September 27, 2023 | Rome, Italy

Pasta pairings

By |2018-03-21T18:45:01+01:00June 16th, 2011|Food & Wine Archive|
It's a balancing act between eggs and flours, and yolk dosages.
P

asta and sauce are kissing cousins. Certain pastas go better with specific sauces, usually based on shape and texture. Neapolitan mollusks, speared individually, cling to the dried spaghetti that hosts the city’s famous clam sauce. Sharp pecorino Romano, a key ingredient in Rome cacio e pepe recipes, attaches itself to the uneven surface of fresh tagliolini al bronzo egg pasta. In northern Genoa, fusilli, made with water and flour, have nooks and crannies that soak in pesto alla Genovese.

Decisions, decisions: Should you use dried pasta for its al dente crunch, fresh egg pasta whose smooth richness is friendly to sharp sauce, or just dough with flour and water, which makes for lighter pasta and complements most fresh sauces?

If you’ve already fallen for making fresh pasta and have moved on to pairing your pasta dough to specific sauces, here some thoughts:

Fresh pasta contains three essential pieces: flour, liquid and fat. There are many flour kinds and many classifications. For simplicity’s sake, let’s use grano tenero (all-purpose flour) and grano duro (whole-wheat flour) as our baselines.

All-purpose flour absorbs water more readily than whole-wheat flour and can leave you with sticky dough that’s harder to work with but also gives you a smoother final product. By contrast, whole-wheat flour alone gives you a rough, heavy-end result. The trick is balancing the two.

Start by combining 700 grams all-purpose flour and 300 grams whole-wheat flour. This mixture (with 10 medium eggs) makes a great base for vegetable pasta — a simple zucchini e pomodori pachini, for example.

Eggs lead us to the matter of water and fat. An average egg weighs about 60 grams — 10 percent (6 grams) from the shell, 30 percent (18 grams) from the yolk, and the rest — 60 percent (36 grams) from the white.

About half of the yolk is water (the rest is protein and fat), while the white is 90 percent water. I’m not a big fan of numbers, but they’re helpful when it comes to understanding what makes pasta tick.

If you follow the recipe I mentioned above each person ends up eating about half an egg. But start playing with egg quantity and that changes.

If you wanted to make a rich egg yolk pasta, you could modify the recipe this way:

  • 800 grams all-purpose flour.

  • 200 grams whole-wheat flour.

  • 500 grams egg yolks (about 25 yolks).

  • 100 grams water.

If you’re working the pasta by hand, this will take awhile and really wear on your arms. But the end result, made thinner and thinner with your pasta machine (or rolling pin), sticks together very well.

While the pasta is delicious, it can overwhelm certain dishes. It’s great with butter and sage, or truffles, say, but the pasta’s egg flavor overwhelms lighter condiments.

Another point: This kind of pasta dough has about three egg yolks per portion. If you remember our earlier numbers, all the fat and most of an egg’s protein is in the yolk.

Those who want a lighter pasta that still maintains some of egg pasta’s silkiness can try using just whites. This way:

  • 500 grams all-purpose flour.

  • 500 grams whole-wheat flour.

  • 400 grams egg white (about 11 eggs).

  • 30 grams olive oil.

The olive oil helps add some fat content, and since egg whites are swelled with water you need the whole-wheat flour to get smooth, workable dough.

This pasta dough goes well with tomatoes and basil. The extra grain in the pasta serves as a hearty backdrop to contrasting acidity and sweetness of the tomatoes.

If you want to eliminate eggs altogether you can go with a simple flour and water mix. Just combine two parts flour and one part water (i.e. 1 kg flour for .5 liter of water) in a bowl, stir with a fork until it’s mixed enough to remove from the bowl, and work the dough on a counter until it’s a homogenous mass.

Pasta made just with flour and water dries out quickly you need to work it into the shapes of your choosing immediately, unlike egg pasta which needs to “relax” for half an hour or so before working it.

About the Author:

Sam was born and raised in New York, N.Y., and made his first trip to Rome during his freshman year of high school, and from there his interest for the city only grew. After studying Classics and Art History at Davidson College, he seized the opportunity to return to Rome for a summer internship in 2008. Not finding two months sufficient time to delve into the city's history and culture, Sam remained in Rome. He now leads private tours, is developing the website YounginRome, and works as an apprentice in a well known restaurant.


Exercise instructions:
The expected output is the complete listing, unchanged.

Source records:
[Start of Attachment]
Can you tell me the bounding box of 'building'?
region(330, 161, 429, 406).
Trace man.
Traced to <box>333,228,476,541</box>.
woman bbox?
[End of Attachment]
Result of this exercise:
Can you tell me the bounding box of 'building'?
region(330, 161, 429, 406).
Trace man.
Traced to <box>333,228,476,541</box>.
woman bbox?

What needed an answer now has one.